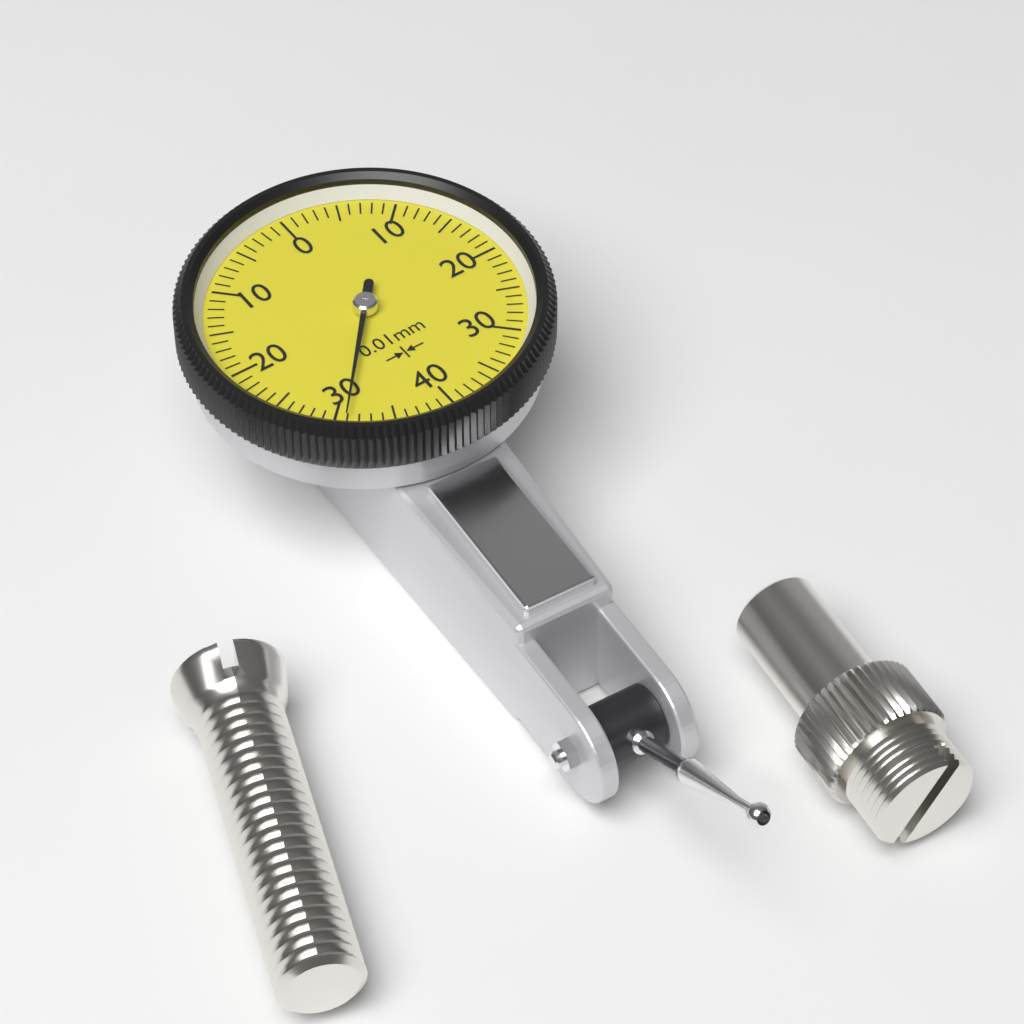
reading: 0.31 mm
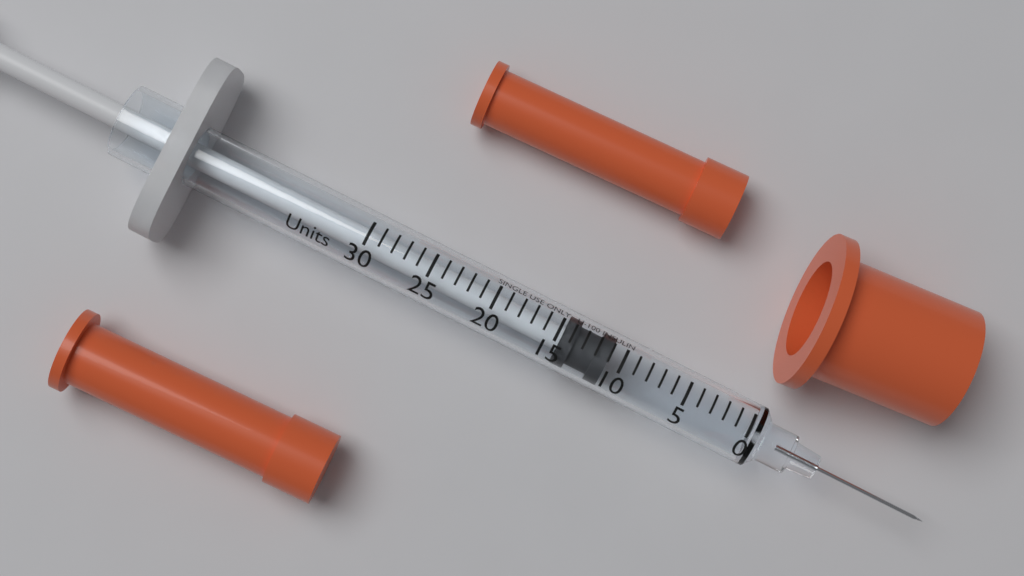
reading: 11 Units
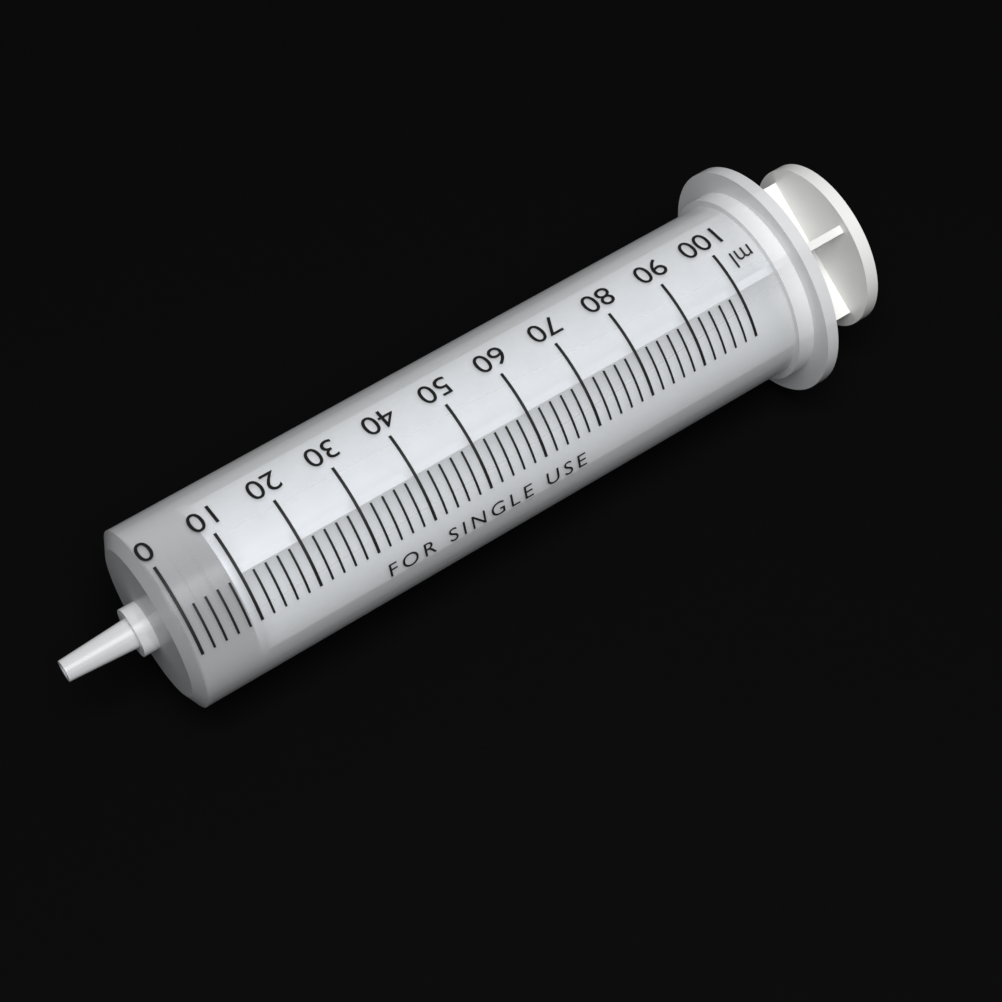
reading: 0 ml
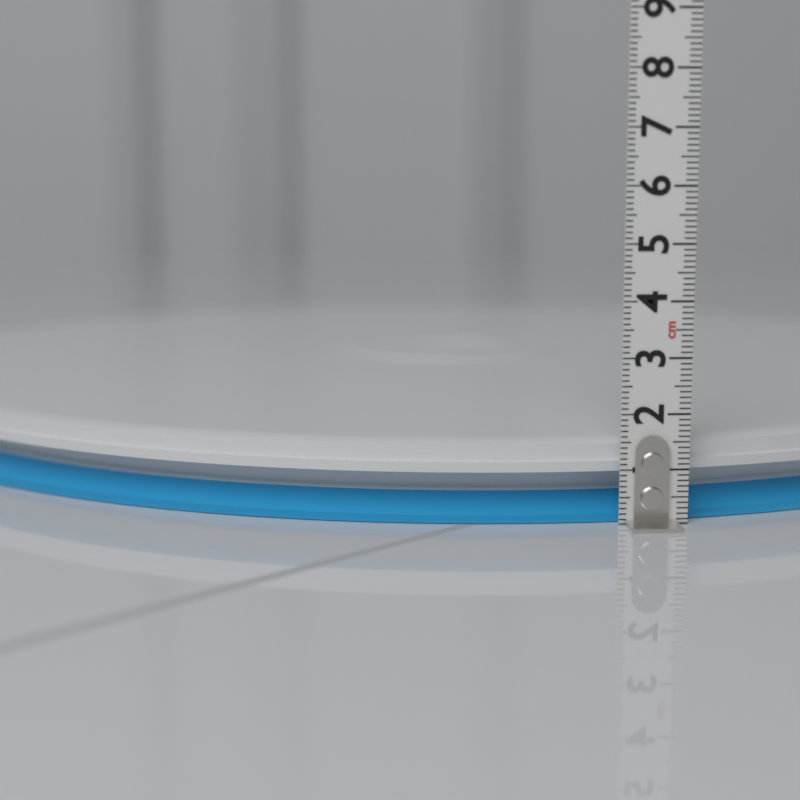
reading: 1.5 cm
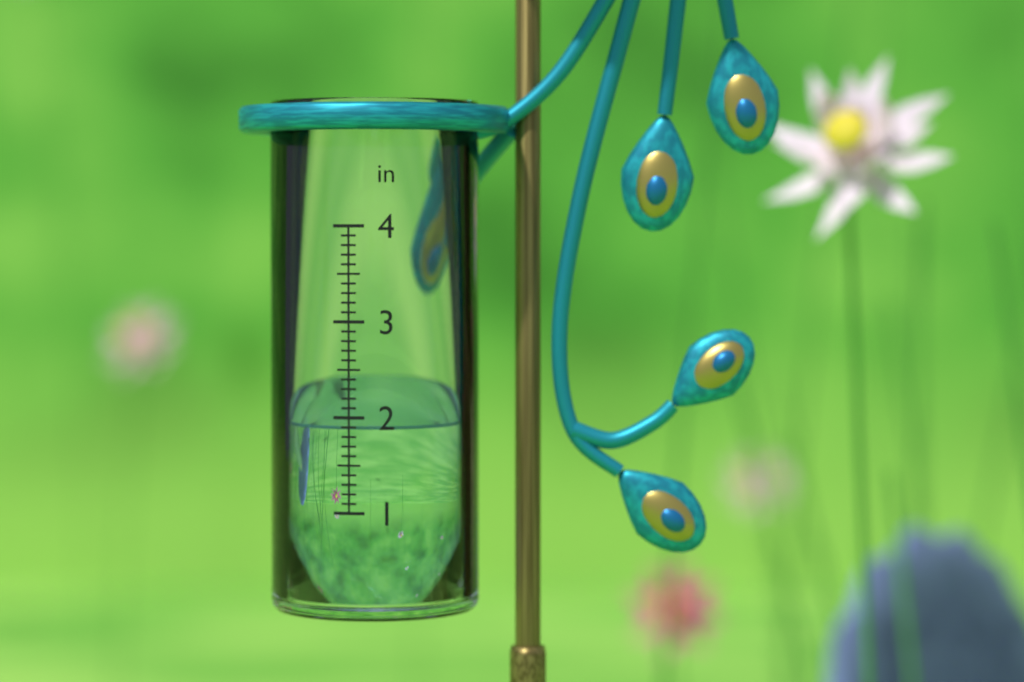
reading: 1.9 in
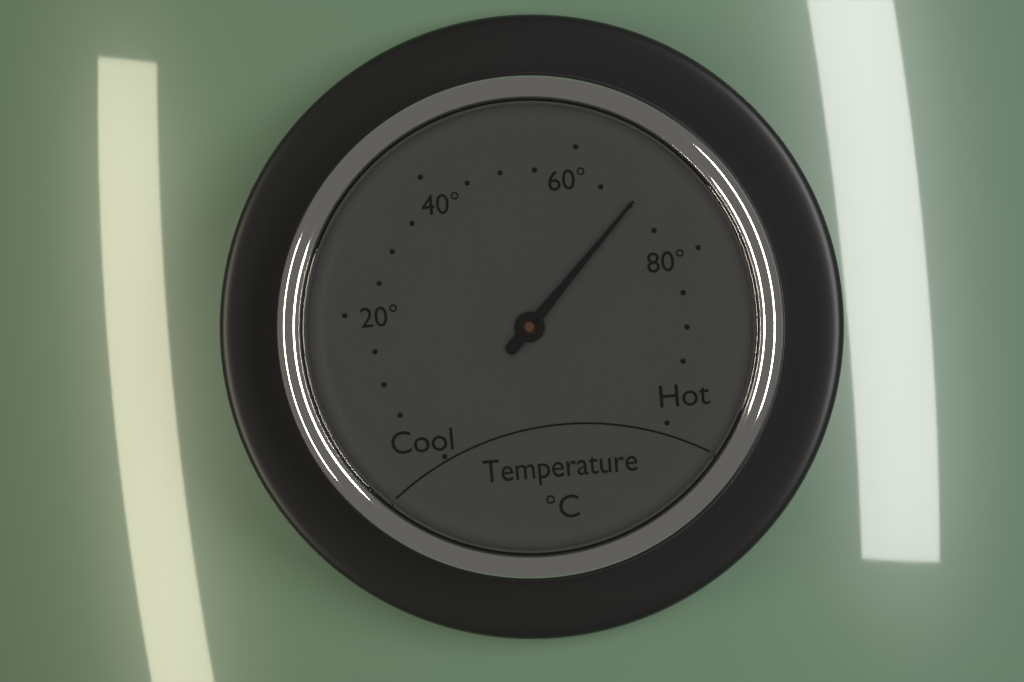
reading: 70 °C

———

Work to be completed -
Verbatim output of every entry above is required, though pictures are to be left out.

Answer below -
reading: 0.31 mm
reading: 11 Units
reading: 0 ml
reading: 1.5 cm
reading: 1.9 in
reading: 70 °C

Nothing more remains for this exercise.